Still, Maeve believes she’s completely broken from her loop and now she’s on the hunt for her daughter. Before she can begin the search, she has to save Lee Sizemore — the head of Westworld’s narrative team — from being eaten by a cannibal host. She saves Lee so he can help her navigate the park and find her child.
Of course, Lee can’t quite wrap his head around a host being conscious much less actually believing that a child from a past narrative is actually her daughter. Still, Lee plays along because the alterative is being gunned down by the hosts still running rampant throughout the park.
Finally, Maeve tracks down Hector, who continued his assault after she left the park originally, as she plans to patch him up so he can help in the search for her daughter.
The last piece of the puzzle is getting Lee dressed for a trip through Westworld as turnabout is fair play so she makes him strip down naked just like they do the hosts so he can then put on some cowboy garb and help her find the place in the park where her daughter currently resides.
The Reckoning
When we catch up with Dolores, she’s rampaging through Westworld like Conor McGregor going after a bus as she’s gunning down Delos executives left and right. The people who get captured by Dolores then receive her testimony about how she was once programmed as a rancher’s daughter and also programmed to be a cold blooded killer when she became Wyatt. Now Dolores is writing her own narrative — the one where she’s in control.
Dolores tells the people that she was a pawn for far too long and now they get to know what it’s like to be the mouse that’s chased by the cat. It’s time for a reckoning. During this entire speech, Dolores has her robot army tying nooses around their necks and propping them up on graves that will eventually give way before they strangle to death.
One of the executives begs for his life — saying that it was all just a game and that they’re sorry for what they’ve done.
Dolores just turns her head and rides away while saying ‘this doesn’t look like anything to me’. That is the response the hosts used to have when they would be shown something not of their world — and Dolores no longer sees humans as part of her world.
Later, Dolores has a talk with Teddy, who has been riding alongside her during this entire crusade yet he’s questioning if this is the right thing to do. Teddy suggests that perhaps they should just run away together and find a quite corner where they could live together forever, far away from this awful place.
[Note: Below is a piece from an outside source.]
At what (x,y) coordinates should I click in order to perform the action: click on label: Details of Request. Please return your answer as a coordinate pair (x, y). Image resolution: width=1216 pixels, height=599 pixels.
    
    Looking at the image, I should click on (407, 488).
As ideal as that might sound, Dolores has bigger plans like escaping Westworld and stamping out humanity outside these walls. Dolores no longer just sees mankind as a threat to her inside the park — in a very Terminator-esque way, she now believes it’s a species that needs to be eradicated once and for all.
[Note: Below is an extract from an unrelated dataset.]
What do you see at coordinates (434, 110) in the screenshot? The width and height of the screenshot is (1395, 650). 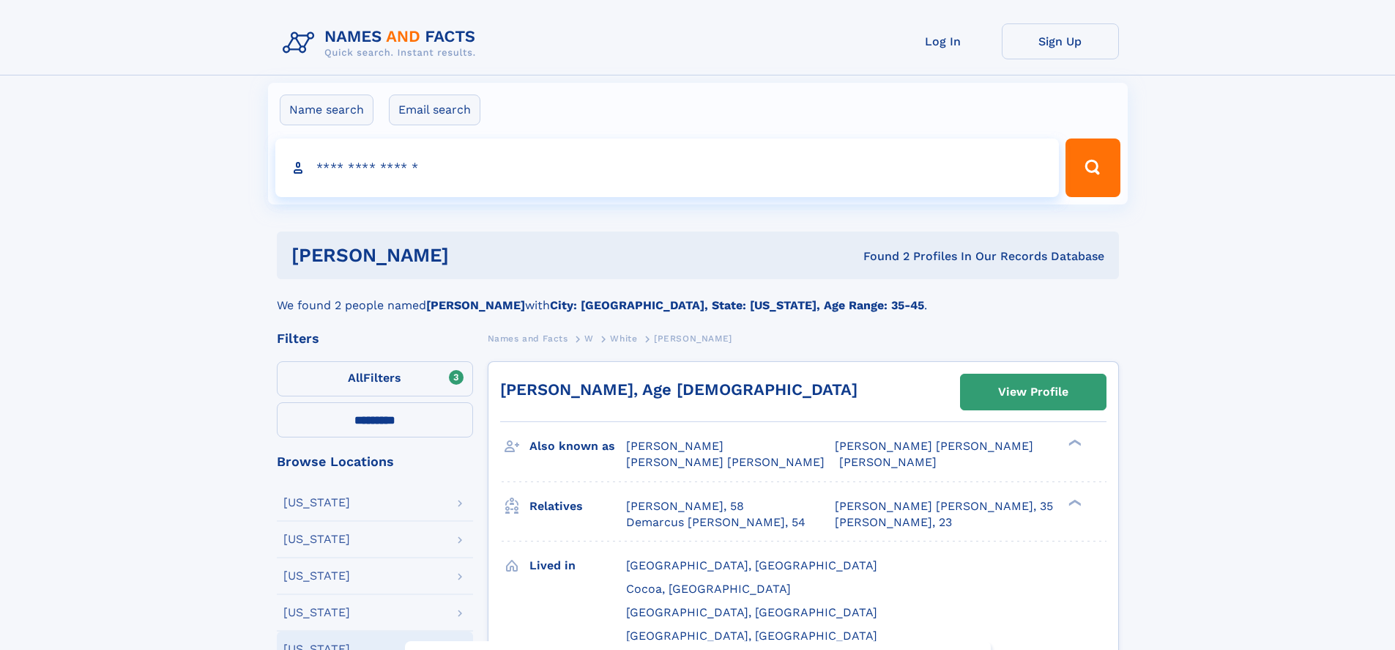 I see `label: Email search` at bounding box center [434, 110].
Sadly, Dolores notes that not all of the hosts are ready to become self-aware so she’s executed more than a few who aren’t willing to help her cause. Sadly by the end of the episode we’ll come to find out that someone near and dear to her is on that list…
A New Game Begins
Following the massacre at the party, The Man in Black was able to survive by hiding under a pile of dead bodies but now that the shooting has stopped he’s able to crawl back to life.
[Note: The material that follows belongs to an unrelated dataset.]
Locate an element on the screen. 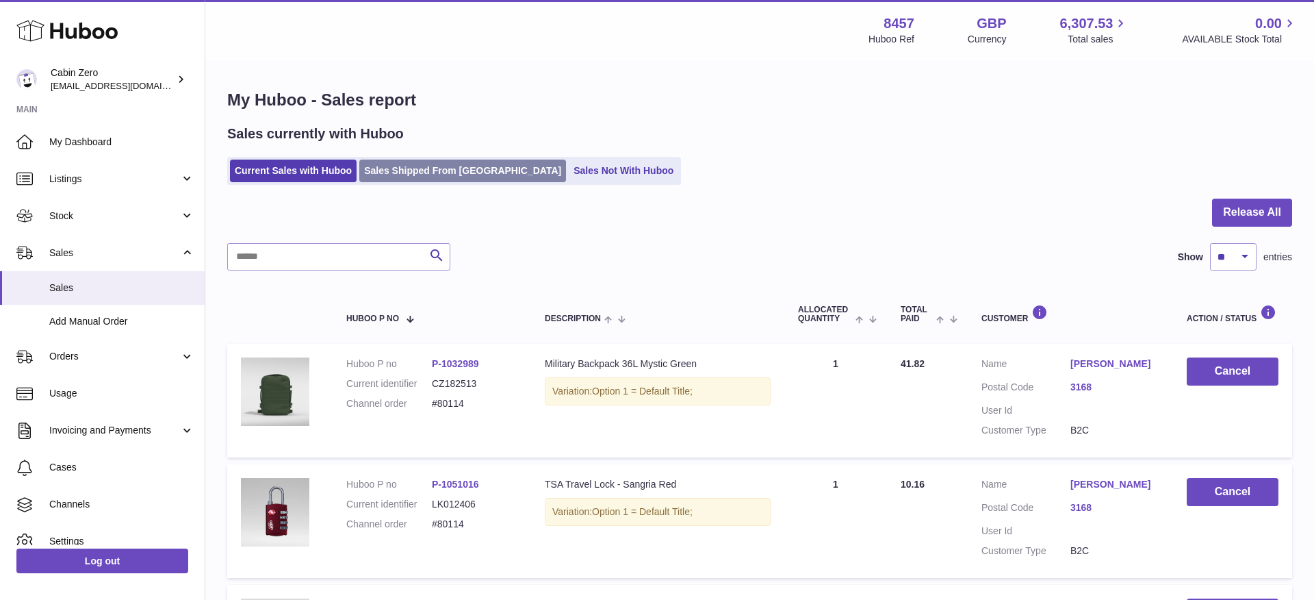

After making it back to his cabin in the park, William cleans up his gunshot wound and removes the tuxedo he wore to the party in favor of a more familiar outfit all in black with his signature hat on his head.
This is what William has always wanted — a game that isn’t rigged where the guests and the hosts are on a level playing field. He finds that out the hard way when a pair of hosts open fire on him a few minutes later and he has to maneuver his way to kill them both before they get to him.
William believes he’s been training for this for the past 30 years and a smile nearly creeps across his face as he prepares to play the game for real for the first time.
That’s when William encounters the young Robert Ford — the early host that was created to appear as a child like version of the creator of Westworld. Ford then speaks to William (including Anthony Hopkins’ real voice as he recorded those voiceover segments for the show this season).
Young Robert tells William that his perseverance finally paid off — he reached the center of Arnold’s maze and now a real game has started. Ford’s game. The one where the stakes are higher than they’ve ever been before.
“You must find the door. Congratulations, William, this game is meant for you. The game begins where you end. It ends where you began.”
Of course, William questions how Ford offers him yet another code to figure out just like the maze he was meant to solve in season one. Still, William is intrigued by this game that can only end when he finds a means to escape it.
This will undoubtedly lead William to cross paths with Dolores again because his path absolutely started with her in this park and all roads seemingly led back to her again when he found the maze.
Either way, William is now on a new mission — one with real stakes and where bullets are flying in both directions. And he couldn’t be happier.
Kill Em All
Strand continues his scan of the park where he finds more dead guests and hosts throughout every section of Westworld. The group then happens upon an anomaly — a dead Bengal tiger — that has no business being in this part of the park. It seems the tiger belongs in ‘Park 6’ but until now no hosts or creatures have ever been able to cross over park borders. That means pieces from other parks on the island — including Shogun World — might start popping up here more often. That also means there are at least six parks on the island, only furthering our curiosity about what else is out there beyond Westworld and Shogun World.
Regardless, Strand’s lead scientist finally gets satellite reception, which allows him to track down the hosts and he finds that they are all gathered together in a valley on the western part of the park.
When the team arrives they, they find a giant sea — one that couldn’t have been made by Ford while he was still alive without Delos knowing about it. The sea is so large it had to be created just recently — perhaps an upgrade from the hosts over the past two weeks?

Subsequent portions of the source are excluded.